Although satisfactory effect of anti-PD-1/PD-L1 therapy has been observed in several types of cancers, the potential complicated interaction network of PD-1/PD-L1/PD-L2 related genes in immune escape and immune surveillance remains unclear. In the present study, we analyzed the gene expression profiles associated with PD-1 and its ligands PD-L1 and PD-L2, deciphered the possible biological processes of the identified genes based on transcriptional data of HCC from The Cancer Genome Atlas (TCGA), explored the influence of PD-1 and its ligands on immune cell infiltration and other immune checkpoints, and investigated the prognostic potential of PD-1, PD-L1, and PD-L2 in HCC to explore their prognostic potential as predictors of survival.
The RNA expression, copy-number variants, and clinical information of HCC individuals of TCGA datasets were obtained via UCSC XENA (https://xena.ucsc.edu/). We marked gene expression data as transcripts per million reads (TPM). Clinical information included age, gender, tumor stage, recurrence, and survival time. We explored the association of PD-1, PD-L1, and PD-L2 expression with these clinical parameters.
Weighted correlation network analysis (WGCNA)[20] represents a method to identify gene-gene interactions considering the weighted aspect.
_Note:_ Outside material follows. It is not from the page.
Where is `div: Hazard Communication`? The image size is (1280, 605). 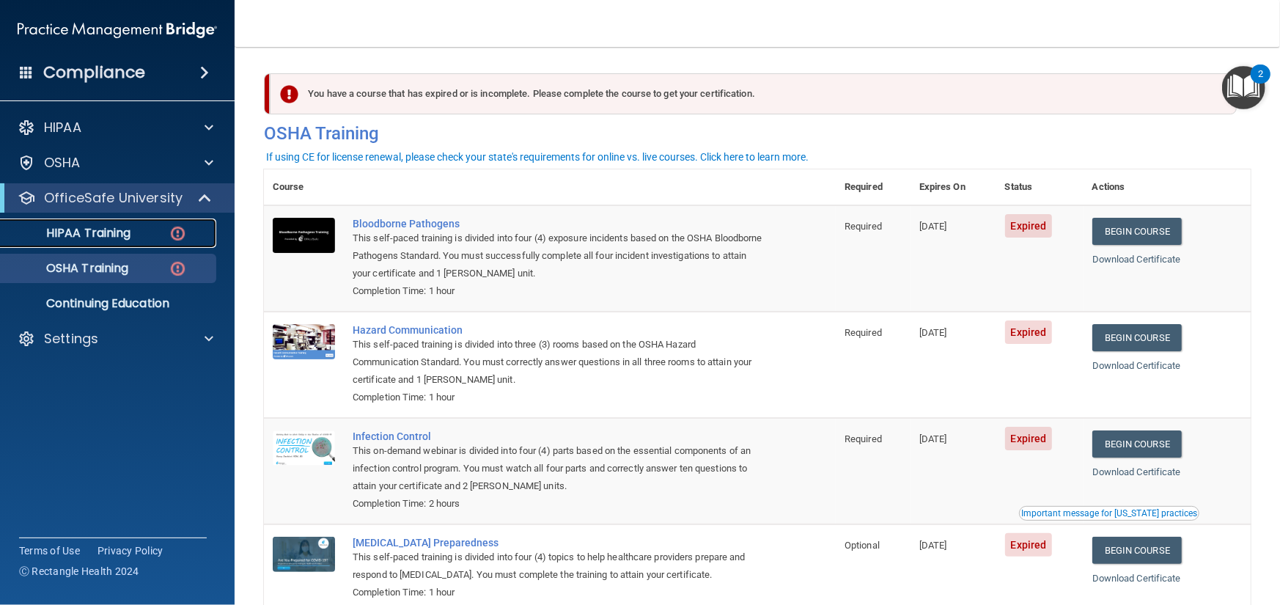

Co-expression genes identified by the WGCNA method can generate more specific and robust results. Through WGCNA exploration, we analyzed the genes co-expressed with PD-1, PD-L1, and PD-L2. Gene expression variation was evaluated via median absolute deviation (MAD). After identification of the interaction genes, protein-protein interaction investigation was performed to identify the interaction of genes with STRING
Multiple studies have reported that immune cell infiltration was related to tumor in many aspects. MCP-counter is a R package to evaluate immune infiltration of individuals[23]. Considering the matrix of gene expression, it generates CD3 + T cells, B lymphocytes, cytotoxic lymphocytes, NK cells, CD8 + T cells, cells derived from monocytes, myeloid dendritic cells, neutrophils, endothelial cells, and fibroblasts for each sample. Thus, the relation of PD-1, PD-L1, and PD-L2 with immune infiltration was investigated. Since immune checkpoints were the key indicators of immune status, we then explored the relation of PD-1/PD-L1/PD-L2 with immune checkpoints.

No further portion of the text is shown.